Page 7 of Beyond the Stix
He straightens, but keeps his attention on his father. “Mom…”
“I know, son.” She releases his hand, and folds her arms across herself. “The doctors are right. And I have to be real about this. Even though I hope that your father beats the odds and wakes up. But I know.” Amanda stands, tears dripping from her chin. “I need a minute.” And then she rushes out of the room.
“I’ll give you time alone?—”
“Don’t leave me,” Connor quickly says. Even though the timing is inappropriate, my heart jumps for joy at his admission, but then it plummets at his next words. “I don’t…” he chokes out. “How can I make peace with him when I couldn’t tell him I was sorry while he was awake?”
Sorry for what?
Connor can be a jokester and a total flirt. He’s never one to be serious about things especially around the security team. But I’m coming to realize that the Warrior Black’s drummer has secrets, and he keeps his private matters close to the vest.
Except, it’s nearly breaking me to hear turmoil in his usual steady voice.
“You know what’s the last thing I told my father?” he confesses in a whisper.
“What?” I ask, while stomping on the overwhelming need to wrap him up in my arms. The way his body is stiff, comfort is the last thing he wants from me. So, I keep my distance.
“After lying to my father for years, I stopped talking to him. Seven months ago. Over fucking concert tickets. How fucking childish was that? A twenty-seven-year-old ignoring all his father’s calls, text messages. At one time, I even blocked him. For what? Over concert tickets I gave him and my mom. All because of his asshole brother.” Connor’s head dips down, he shakes it, and then he turns to me. But I don’t see a single tear. “What kind of son am I to treat a wonderful man like that? A man who gave so much of himself to me.”
I don’t know what to say to ease Connor’s burden. Only that I fully understand his grief.
Even though my relationship with my own father was tumultuous at best, I had still loved the drunken bastard. We had several knock-down, drag-out fights, and the last one was over my sexuality. I stormed out of the house with a black eye and busted up lip, and I never went back. That was twenty some years ago.
The difference is, Markus loved his kid. He’d done so much for Connor. The man doesn’t look the type to put his hands on his kid, like my old man had done.
I never got to say goodbye to my father. He died three years after I left, but I didn’t find out about the tragic car accident that killed him until a year after that. To this day, I have never regretted my decision to leave.
Connor, though, wears his guilt like a three-piece suit, two sizes too small. But he won’t have that burden long, not if I can help it.
“What if he doesn’t wake up?” Connor’s words pierce my rumination.
“Then say your peace to your father now. He’ll understand.”
“What if he can’t hear me?”
“He can.” Then I turn around and walk out the door, giving Connor the privacy he needs and myself the space I require to breathe out the ache from my lungs.
Stepping over the threshold, the weight on my chest eases back some. But what Connor confessed has me thinking.
Seven months.
Shit. That’s the night at the Independent. I should have stayed away from him, but something inside me demanded that I check on him. I didn’t expect to see him naked in the shower.
I never intended to claim his mouth and jack him off like I had every right to touch his beautiful cock. I like to blame it onthe scent of that damn body wash of his, which has been toying with my libido since I was first assigned to protect him.
I never knew until now how vulnerable he was that night. And what did I do? I used Connor and then walked away without uttering a single word to him. Regret never tasted as foul as it does now.
Two days go by,and no changes occur with Markus Wild. But Connor and Amanda remain vigilant by the man’s bedside.
Amanda finally leaves to get something to eat while Connor sits silently in the room.
I stand in the hallway with my back to the door and watch the nurses and doctors do their rotations. As I study the visitors walking by, with balloons and flowers, I realize there won’t be any of those well wishes for the Wild family.
Right before I turn to see if Connor’s okay, a man, so similar in looks to Connor’s father, strides up in a riled state.
“Fucking move, I need to get in there.” The man’s acerbic words make my hackles rise, and I plant my feet firmly in place.
“I don’t think so, sir.” I glare at him, and brace myself for any verbal or physical fight.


Aim of the task: Write the entries below again, precisely as they appear.

Extracted entries:
[Start of Attachment]

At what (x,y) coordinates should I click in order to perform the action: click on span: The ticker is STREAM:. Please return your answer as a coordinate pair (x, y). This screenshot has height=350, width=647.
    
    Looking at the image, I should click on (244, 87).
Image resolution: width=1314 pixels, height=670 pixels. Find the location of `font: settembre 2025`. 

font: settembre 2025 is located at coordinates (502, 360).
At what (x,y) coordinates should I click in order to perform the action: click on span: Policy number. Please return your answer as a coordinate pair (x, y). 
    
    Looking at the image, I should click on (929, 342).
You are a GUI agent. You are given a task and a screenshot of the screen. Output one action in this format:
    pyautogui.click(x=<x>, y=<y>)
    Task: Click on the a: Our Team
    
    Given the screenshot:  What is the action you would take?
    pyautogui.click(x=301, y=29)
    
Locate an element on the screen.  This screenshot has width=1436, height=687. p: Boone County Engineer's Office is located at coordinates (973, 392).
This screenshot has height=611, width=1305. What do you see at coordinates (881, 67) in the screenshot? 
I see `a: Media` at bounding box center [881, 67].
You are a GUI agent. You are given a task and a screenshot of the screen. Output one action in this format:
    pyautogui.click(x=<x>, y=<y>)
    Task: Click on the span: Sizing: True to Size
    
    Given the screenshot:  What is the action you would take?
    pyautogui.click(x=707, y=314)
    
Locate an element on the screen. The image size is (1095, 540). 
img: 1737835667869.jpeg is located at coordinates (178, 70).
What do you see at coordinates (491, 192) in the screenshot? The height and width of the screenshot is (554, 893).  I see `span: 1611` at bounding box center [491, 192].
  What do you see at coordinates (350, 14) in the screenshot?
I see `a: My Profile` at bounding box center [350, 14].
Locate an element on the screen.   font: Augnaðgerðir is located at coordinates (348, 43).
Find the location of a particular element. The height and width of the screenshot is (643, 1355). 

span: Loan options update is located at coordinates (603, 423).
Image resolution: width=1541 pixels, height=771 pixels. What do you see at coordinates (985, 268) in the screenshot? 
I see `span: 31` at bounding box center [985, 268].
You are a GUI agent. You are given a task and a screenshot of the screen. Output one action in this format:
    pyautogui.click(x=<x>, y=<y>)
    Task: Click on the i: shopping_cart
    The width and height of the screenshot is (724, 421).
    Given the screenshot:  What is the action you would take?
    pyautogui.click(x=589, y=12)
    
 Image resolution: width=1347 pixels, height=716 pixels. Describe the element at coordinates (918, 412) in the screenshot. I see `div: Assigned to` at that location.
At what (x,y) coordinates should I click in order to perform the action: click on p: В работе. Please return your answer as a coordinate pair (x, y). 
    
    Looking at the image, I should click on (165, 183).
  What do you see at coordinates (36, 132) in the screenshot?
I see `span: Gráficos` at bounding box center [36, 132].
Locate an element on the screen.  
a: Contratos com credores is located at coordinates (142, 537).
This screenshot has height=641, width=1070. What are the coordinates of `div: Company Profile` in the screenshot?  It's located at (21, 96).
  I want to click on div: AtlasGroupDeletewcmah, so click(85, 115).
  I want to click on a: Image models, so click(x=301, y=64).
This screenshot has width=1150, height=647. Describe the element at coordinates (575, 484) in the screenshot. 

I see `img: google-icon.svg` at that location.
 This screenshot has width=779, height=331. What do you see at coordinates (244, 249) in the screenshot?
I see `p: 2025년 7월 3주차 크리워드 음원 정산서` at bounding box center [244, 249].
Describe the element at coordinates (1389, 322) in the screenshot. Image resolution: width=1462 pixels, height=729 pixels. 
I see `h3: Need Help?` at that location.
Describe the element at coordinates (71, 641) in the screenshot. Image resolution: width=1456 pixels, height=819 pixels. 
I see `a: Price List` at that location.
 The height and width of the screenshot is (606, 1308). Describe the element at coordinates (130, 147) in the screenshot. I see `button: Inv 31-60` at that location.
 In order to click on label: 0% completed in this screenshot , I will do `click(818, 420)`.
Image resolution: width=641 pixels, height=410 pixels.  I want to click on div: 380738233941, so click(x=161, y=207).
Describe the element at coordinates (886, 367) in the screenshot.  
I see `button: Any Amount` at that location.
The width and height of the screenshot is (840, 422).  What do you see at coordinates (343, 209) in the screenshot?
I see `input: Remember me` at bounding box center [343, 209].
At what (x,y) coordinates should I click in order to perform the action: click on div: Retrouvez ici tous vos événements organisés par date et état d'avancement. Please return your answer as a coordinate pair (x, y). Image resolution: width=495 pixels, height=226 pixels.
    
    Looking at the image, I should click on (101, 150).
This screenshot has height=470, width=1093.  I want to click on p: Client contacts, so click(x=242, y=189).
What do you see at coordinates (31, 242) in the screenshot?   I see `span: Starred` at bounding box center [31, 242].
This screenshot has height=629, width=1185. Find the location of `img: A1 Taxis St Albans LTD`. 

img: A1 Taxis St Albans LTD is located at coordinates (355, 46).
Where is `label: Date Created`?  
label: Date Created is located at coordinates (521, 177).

[End of Attachment]

Response to this exercise:
At what (x,y) coordinates should I click in order to perform the action: click on span: The ticker is STREAM:. Please return your answer as a coordinate pair (x, y). This screenshot has height=350, width=647.
    
    Looking at the image, I should click on (244, 87).
Image resolution: width=1314 pixels, height=670 pixels. Find the location of `font: settembre 2025`. 

font: settembre 2025 is located at coordinates (502, 360).
At what (x,y) coordinates should I click in order to perform the action: click on span: Policy number. Please return your answer as a coordinate pair (x, y). 
    
    Looking at the image, I should click on (929, 342).
You are a GUI agent. You are given a task and a screenshot of the screen. Output one action in this format:
    pyautogui.click(x=<x>, y=<y>)
    Task: Click on the a: Our Team
    
    Given the screenshot:  What is the action you would take?
    pyautogui.click(x=301, y=29)
    
Locate an element on the screen.  This screenshot has width=1436, height=687. p: Boone County Engineer's Office is located at coordinates (973, 392).
This screenshot has height=611, width=1305. What do you see at coordinates (881, 67) in the screenshot? 
I see `a: Media` at bounding box center [881, 67].
You are a GUI agent. You are given a task and a screenshot of the screen. Output one action in this format:
    pyautogui.click(x=<x>, y=<y>)
    Task: Click on the span: Sizing: True to Size
    
    Given the screenshot:  What is the action you would take?
    pyautogui.click(x=707, y=314)
    
Locate an element on the screen. The image size is (1095, 540). 
img: 1737835667869.jpeg is located at coordinates (178, 70).
What do you see at coordinates (491, 192) in the screenshot? The height and width of the screenshot is (554, 893).  I see `span: 1611` at bounding box center [491, 192].
  What do you see at coordinates (350, 14) in the screenshot?
I see `a: My Profile` at bounding box center [350, 14].
Locate an element on the screen.   font: Augnaðgerðir is located at coordinates (348, 43).
Find the location of a particular element. The height and width of the screenshot is (643, 1355). 

span: Loan options update is located at coordinates (603, 423).
Image resolution: width=1541 pixels, height=771 pixels. What do you see at coordinates (985, 268) in the screenshot? 
I see `span: 31` at bounding box center [985, 268].
You are a GUI agent. You are given a task and a screenshot of the screen. Output one action in this format:
    pyautogui.click(x=<x>, y=<y>)
    Task: Click on the i: shopping_cart
    The width and height of the screenshot is (724, 421).
    Given the screenshot:  What is the action you would take?
    pyautogui.click(x=589, y=12)
    
 Image resolution: width=1347 pixels, height=716 pixels. Describe the element at coordinates (918, 412) in the screenshot. I see `div: Assigned to` at that location.
At what (x,y) coordinates should I click in order to perform the action: click on p: В работе. Please return your answer as a coordinate pair (x, y). 
    
    Looking at the image, I should click on (165, 183).
  What do you see at coordinates (36, 132) in the screenshot?
I see `span: Gráficos` at bounding box center [36, 132].
Locate an element on the screen.  
a: Contratos com credores is located at coordinates (142, 537).
This screenshot has height=641, width=1070. What are the coordinates of `div: Company Profile` in the screenshot?  It's located at (21, 96).
  I want to click on div: AtlasGroupDeletewcmah, so click(85, 115).
  I want to click on a: Image models, so click(x=301, y=64).
This screenshot has width=1150, height=647. Describe the element at coordinates (575, 484) in the screenshot. 

I see `img: google-icon.svg` at that location.
 This screenshot has width=779, height=331. What do you see at coordinates (244, 249) in the screenshot?
I see `p: 2025년 7월 3주차 크리워드 음원 정산서` at bounding box center [244, 249].
Describe the element at coordinates (1389, 322) in the screenshot. Image resolution: width=1462 pixels, height=729 pixels. 
I see `h3: Need Help?` at that location.
Describe the element at coordinates (71, 641) in the screenshot. Image resolution: width=1456 pixels, height=819 pixels. 
I see `a: Price List` at that location.
 The height and width of the screenshot is (606, 1308). Describe the element at coordinates (130, 147) in the screenshot. I see `button: Inv 31-60` at that location.
 In order to click on label: 0% completed in this screenshot , I will do `click(818, 420)`.
Image resolution: width=641 pixels, height=410 pixels.  I want to click on div: 380738233941, so click(x=161, y=207).
Describe the element at coordinates (886, 367) in the screenshot.  
I see `button: Any Amount` at that location.
The width and height of the screenshot is (840, 422).  What do you see at coordinates (343, 209) in the screenshot?
I see `input: Remember me` at bounding box center [343, 209].
At what (x,y) coordinates should I click in order to perform the action: click on div: Retrouvez ici tous vos événements organisés par date et état d'avancement. Please return your answer as a coordinate pair (x, y). Image resolution: width=495 pixels, height=226 pixels.
    
    Looking at the image, I should click on (101, 150).
This screenshot has height=470, width=1093.  I want to click on p: Client contacts, so click(x=242, y=189).
What do you see at coordinates (31, 242) in the screenshot?   I see `span: Starred` at bounding box center [31, 242].
This screenshot has height=629, width=1185. Find the location of `img: A1 Taxis St Albans LTD`. 

img: A1 Taxis St Albans LTD is located at coordinates (355, 46).
Where is `label: Date Created`?  
label: Date Created is located at coordinates (521, 177).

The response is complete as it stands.